An argument which is often heard against computer-generated art is that it can be produced in enormous quantities and that such abundance disqualifies it as art. This is easy to rebuke by considering the amount of human-generated poetry or other objects of art that exist today: it is beyond the capacity of absorption of any individual. This disqualifies scarcity as a necessary or even desired property of poetry as art. There should therefore be no prejudice against the artistic value of works written by computer poets on the grounds that they can be very many. Another objection to consider is that a computer cannot compose without being programmed by humans, and without program execution initiated by humans. This is also easy to rebuke by pointing out that humans cannot compose without first having been reared and taught by humans and increasingly by, or with the help of, machines. Finally, one might point out that meaningful and/or enjoyable computer-generated poems may be a small subset of all computer generated verses. We can retort that only a tiny fraction of human-generated poems has an audience who enjoy them and find meaning in them.

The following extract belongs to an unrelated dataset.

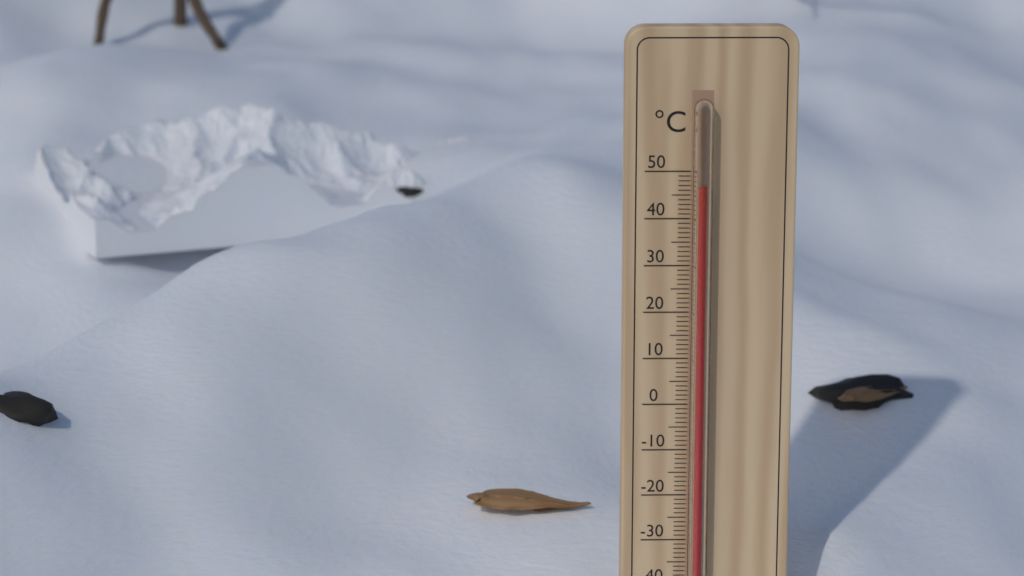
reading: 47 °C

This conclusion would support the hypotheses that things that seem of some spiritual origin may have a rather down to earth origin (Venter, 2013). We know already that chemistry and other tools which are “of this world” can change and create states of mind and character traits (Churchland, 2013). Now we know that “Summer light bears a likeness to justice” or “Lösung Snowden” come just as well out of a computer program. One might hypothesize that poets, composers and cohort do (always did) the same kind of work a computer does, we and themselves just see it coarse-grained, e.g. as a meaningful text which corresponds to (which is why it is meaningful) other higher-level constructs such as the historical context rather than as a pattern of neuron firings behind that text corresponding to a certain mechanistic or atomistic buildup behind that context; the mechanistic origins of art are therefore not perceptible (Hofstadter, 1999). This basically speaks for a certain materialism. Modern poetry helps the process of progressive demystification of the creative process; just like some centuries ago there was demystification of, say, the human body or of the process of its creation. Modern poets have done some groundwork for that yet-to-happen demystification. Eventually more engaging (popular) works will have to come out for the change in mind-set to happen on a large scale. Children do not stop loving their friends and family when they learn that they all descended from simians. There is no reason to belittle computer-generated art on the ground that it comes from algorithms.

We have argued for the ability of the computer to produce meaning 1 and we defended it by postulating a context and a title for poems 1 and 2. Of course, a more traditional work is also to be analyzed in the context of the society in which it appeared, of details of the author’s life etc. However, one does not require such context to be provided with the work explicitly, as the context is the present or past reality. The connection to reality is strong enough for the reader to understand and enjoy the work, to update their worldview, and to be inspired to act. The world in the past century was shaped by people who grew up reading the likes of Twain, Crane, Bradbury, Vidal… or even Pynchon. However radical those authors might have been for their time, the contents of their texts preserved cohesion with the reality. Volumes can be (and some were) written about how that art helped reform the Western societies and therefore the world, specifically, making it more prosperous, educated, and egalitarian by the end of the 20th century. Now that it becomes more and more clear that works which are not anchored in reality and which may be produced by automata can be art made meaningful by supplying context explicitly, two questions arise: 1. Who and to what purpose will be providing context should such art become widespread? and 2. How will people whose education or cultural life will rely on this kind of art act? But that is a separate story.

Acknowledgements

The author thanks Prof. Alan Filreis of the University of Pennsylvania for inspiring this work.